The costume designer reveals how she helped fabricate The Holdovers’ sensitive and encompassing visual language
Seaming together the narrative turns of The Holdovers, a redemptive tale which unfurls against the cold-hearted backdrop of an elite New England boarding school, is costume designer Wendy Chuck’s magnificent tweed-heavy outfitting. Through her precision, each costume not only appeases the marooned (in both tone and location) early 1970s setting, but also allows the viewer to gently bear witness to the characters’ prickled stories.
Chuck and The Holdovers’ director Alexander Payne have worked together now on eight films, an ongoing relationship that allows Chuck to swiftly understand the quirks and specificities of his vision. “We had one day, two days before we started shooting, to do all of the fittings,” the costume designer laughs, “so to get all these guys fitted and in character in one day was nothing short of a miracle.”
Additionally, as the film unfolds within a tight two-week frame, Chuck had to ensure that each character fully inhabited every detail of their costume. “You don’t want to keep introducing new things,” she explains, “when something is so character-driven, you kind of get an iconic look and stick with it.” Coats, in particular, came to carry great significance, protecting not only against frigid north-eastern American winters but also swaddling each character’s hurt and sadness.
Below, AnOther caught up with Wendy Chuck to discuss how she came to fabricate The Holdovers’ sensitive and encompassing visual language through her costume design.
Madeleine Rothery: What was the starting point for developing your visual language?
Wendy Chuck: We started with general references of late 60s clothes, and then narrowed it into the academic world, which is a little more specific and less fashion-forward. Then we narrowed it into more character-driven references. My assistant and I started making photo files of every character and we’d just dump things into there. When I would meet with Alexander [Payne], I’d show him, and we’d start eliminating or formulating. For Paul, he came in with the reference of “Mr McAllister in [the film] Election” but 30 years on. Different environment, but that same kind of sad sack-ness about him.
We went to Western Costume in Los Angeles, where I’m based, and just started pulling a bunch of vintage rentals from the stacks there. I put together a Paul Hunnam look, which is all very dishevelled. [Alexander] also gave me the look of corduroy but really worn in, with elbow pads and kind of busted-out knees. And it’s all to look really old, like he’s had it forever.
MR: Did anything change when you then met Paul Giamatti?
WC: We didn’t have a lot of time to be able to change things. Paul [Giamatti] is such a collaborator so I’d spoken to him before. And David Hemingson, the writer, had attended the schools so he had reference to a company in New York called J Press where he knew that all his teachers had sourced their clothes. And they are still in existence – they still have the three-piece corduroy suits. So, we were able to go there and get in his head. That’s where Paul’s Christmas party suit comes from … J Press is still very much a walk-in and walk-out, like with a professorial look kind of shop.
MR: There’s a coherency among each character’s costume yet there are tonal differences which really materialises the underlying narrative tension – each has their own tragedies, but they are ultimately cut from the same cloth. How did you develop each colour palette?
WC: I don’t know I did it so consciously. Everything happened so fast, and the fittings of the boys were all in one day … But I knew that I was going to put Mary [Lamb] in blue and red colours. Just this morning, I found some old emails that Alexander had sent me in reference to colour and the Virgin Mary. The red and blue are the colours of the Virgin Mary; together they make purple. Paul’s [palette] was kind of dull and grey like a mouse. And Angus had more greens and blues. But they weren’t bright, and they weren’t outside of the palette of the late 60s. But I think there was enough definition for them to be individual and cut from the same cloth as you said.
MR: Were there any challenges in dressing modern body types in vintage silhouettes?
WC: That period was a crossover – we still had the stovepipe [pants] of the 60s, some slight bootcut, and then some wider flares. But they were so high-waisted and modern bodies can’t really wear them. I really do think bodies were shaped differently then. What I’ve learnt – and I’ve said this a few times now – is that fast food wasn’t around at that time. So, especially in the US where it’s so abundant now, and we have an obesity problem, bodies are different. And also, shoe sizes – feet weren’t as big or as wide then … So, you know, there’s the challenge for a designer who wants to use vintage but has to fit a modern body!
The Holdovers is out in UK cinemas now.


**ASSIGNMENT:** Look through the data below and report how many lines include "into". Only the number should be given.

**RECORDS FOR THE EXERCISE:**

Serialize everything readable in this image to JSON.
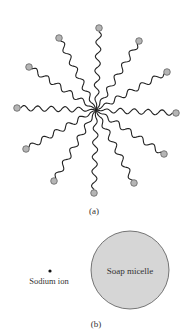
{
  "figure": {
    "panel_a": {
      "label": "(a)",
      "center": [
        96,
        110
      ],
      "heads": [
        [
          99,
          28
        ],
        [
          139,
          41
        ],
        [
          167,
          72
        ],
        [
          176,
          113
        ],
        [
          164,
          154
        ],
        [
          134,
          183
        ],
        [
          94,
          193
        ],
        [
          54,
          181
        ],
        [
          26,
          149
        ],
        [
          17,
          108
        ],
        [
          29,
          67
        ],
        [
          59,
          38
        ]
      ],
      "head_color": "#b5b5b5",
      "tail_color": "#222222"
    },
    "panel_b": {
      "label": "(b)",
      "sodium_label": "Sodium ion",
      "micelle_label": "Soap micelle",
      "micelle_color": "#d6d6d6"
    }
  }
}
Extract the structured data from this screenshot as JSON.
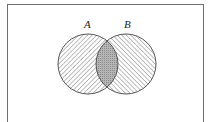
{
  "diagram": {
    "type": "venn",
    "sets": [
      {
        "label": "A",
        "hatch": "diagonal-forward"
      },
      {
        "label": "B",
        "hatch": "diagonal-backward"
      }
    ],
    "intersection": {
      "shading": "dotted-dark"
    },
    "colors": {
      "outline": "#555555",
      "hatch": "#8a8a8a",
      "intersection": "#a8a8a8",
      "frame": "#6e6e6e"
    }
  }
}
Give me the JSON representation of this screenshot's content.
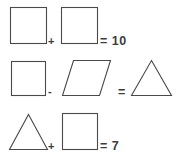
{
  "puzzle": {
    "title": "Shape equation puzzle",
    "stroke_color": "#4a4a4a",
    "text_color": "#3c3c3c",
    "background_color": "#ffffff",
    "rows": [
      {
        "id": "row-1",
        "shapes": [
          "square",
          "square"
        ],
        "operator": "+",
        "equals": "=",
        "result": "10",
        "result_label": "= 10"
      },
      {
        "id": "row-2",
        "shapes": [
          "square",
          "parallelogram",
          "triangle"
        ],
        "operator": "-",
        "equals": "=",
        "result": "",
        "result_label": "="
      },
      {
        "id": "row-3",
        "shapes": [
          "triangle",
          "square"
        ],
        "operator": "+",
        "equals": "=",
        "result": "7",
        "result_label": "= 7"
      }
    ]
  }
}
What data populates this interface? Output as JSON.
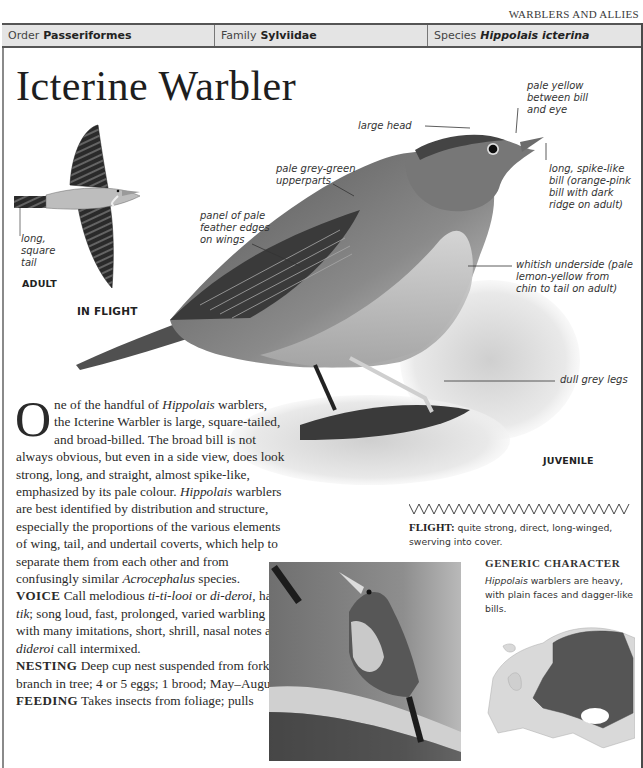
{
  "running_head": "WARBLERS AND ALLIES",
  "taxonomy": {
    "order": {
      "key": "Order",
      "value": "Passeriformes"
    },
    "family": {
      "key": "Family",
      "value": "Sylviidae"
    },
    "species": {
      "key": "Species",
      "value": "Hippolais icterina"
    }
  },
  "title": "Icterine Warbler",
  "in_flight": {
    "label_tail": [
      "long,",
      "square",
      "tail"
    ],
    "age_label": "ADULT",
    "caption": "IN FLIGHT"
  },
  "main_illustration": {
    "age_label": "JUVENILE",
    "annotations": {
      "pale_yellow": [
        "pale yellow",
        "between bill",
        "and eye"
      ],
      "large_head": "large head",
      "upperparts": [
        "pale grey-green",
        "upperparts"
      ],
      "bill": [
        "long, spike-like",
        "bill (orange-pink",
        "bill with dark",
        "ridge on adult)"
      ],
      "wing_panel": [
        "panel of pale",
        "feather edges",
        "on wings"
      ],
      "underside": [
        "whitish underside (pale",
        "lemon-yellow from",
        "chin to tail on adult)"
      ],
      "legs": "dull grey legs"
    }
  },
  "body": {
    "dropcap": "O",
    "intro_1": "ne of the handful of ",
    "intro_genus": "Hippolais",
    "intro_2": " warblers, the Icterine Warbler is large, square-tailed, and broad-billed. The broad bill is not always obvious, but even in a side view, does look strong, long, and straight, almost spike-like, emphasized by its pale colour. ",
    "intro_genus2": "Hippolais",
    "intro_3": " warblers are best identified by distribution and structure, especially the proportions of the various elements of wing, tail, and undertail coverts, which help to separate them from each other and from confusingly similar ",
    "intro_genus3": "Acrocephalus",
    "intro_4": " species.",
    "voice_head": "VOICE",
    "voice_1": " Call melodious ",
    "voice_call1": "ti-ti-looi",
    "voice_2": " or ",
    "voice_call2": "di-deroi",
    "voice_3": ", hard ",
    "voice_call3": "tik",
    "voice_4": "; song loud, fast, prolonged, varied warbling with many imitations, short, shrill, nasal notes and ",
    "voice_call4": "dideroi",
    "voice_5": " call intermixed.",
    "nesting_head": "NESTING",
    "nesting": " Deep cup nest suspended from forked branch in tree; 4 or 5 eggs; 1 brood; May–August.",
    "feeding_head": "FEEDING",
    "feeding": " Takes insects from foliage; pulls"
  },
  "flight": {
    "head": "FLIGHT:",
    "text": " quite strong, direct, long-winged, swerving into cover."
  },
  "generic": {
    "head": "GENERIC CHARACTER",
    "genus": "Hippolais",
    "text": " warblers are heavy, with plain faces and dagger-like bills."
  },
  "colors": {
    "taxonomy_bar": "#e4e4e4",
    "frame": "#555555",
    "text": "#231f20"
  }
}
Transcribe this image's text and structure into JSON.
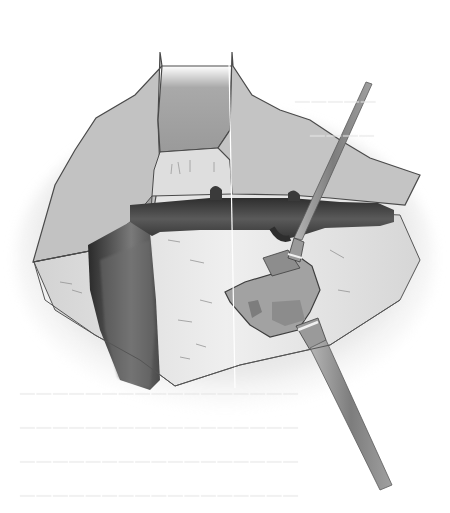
{
  "figure": {
    "kind": "surgical-illustration",
    "style": "grayscale pencil shading",
    "palette": {
      "background": "#ffffff",
      "tissue_light": "#c9c9c9",
      "tissue_mid": "#a8a8a8",
      "tissue_pale": "#e2e2e2",
      "vessel_dark": "#3c3c3c",
      "instrument": "#8f8f8f",
      "outline": "#4a4a4a"
    },
    "elements": [
      "left-tissue-flap",
      "right-tissue-flap",
      "central-dark-cavity",
      "horizontal-dark-vessel",
      "vertical-dark-vessel",
      "pale-tissue-bed",
      "retractor-instrument",
      "retracted-tissue-wedge"
    ]
  },
  "bleed_through_text": {
    "note": "faint illegible text from reverse of page",
    "lines": [
      "",
      "",
      "",
      "",
      "",
      "",
      ""
    ]
  }
}
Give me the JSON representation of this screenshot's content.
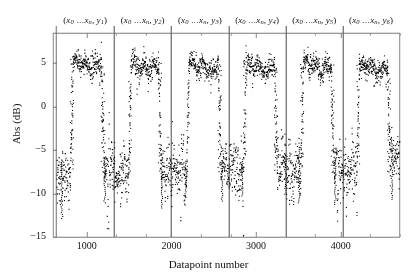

**ANSWER TO THE PROBLEM:** 2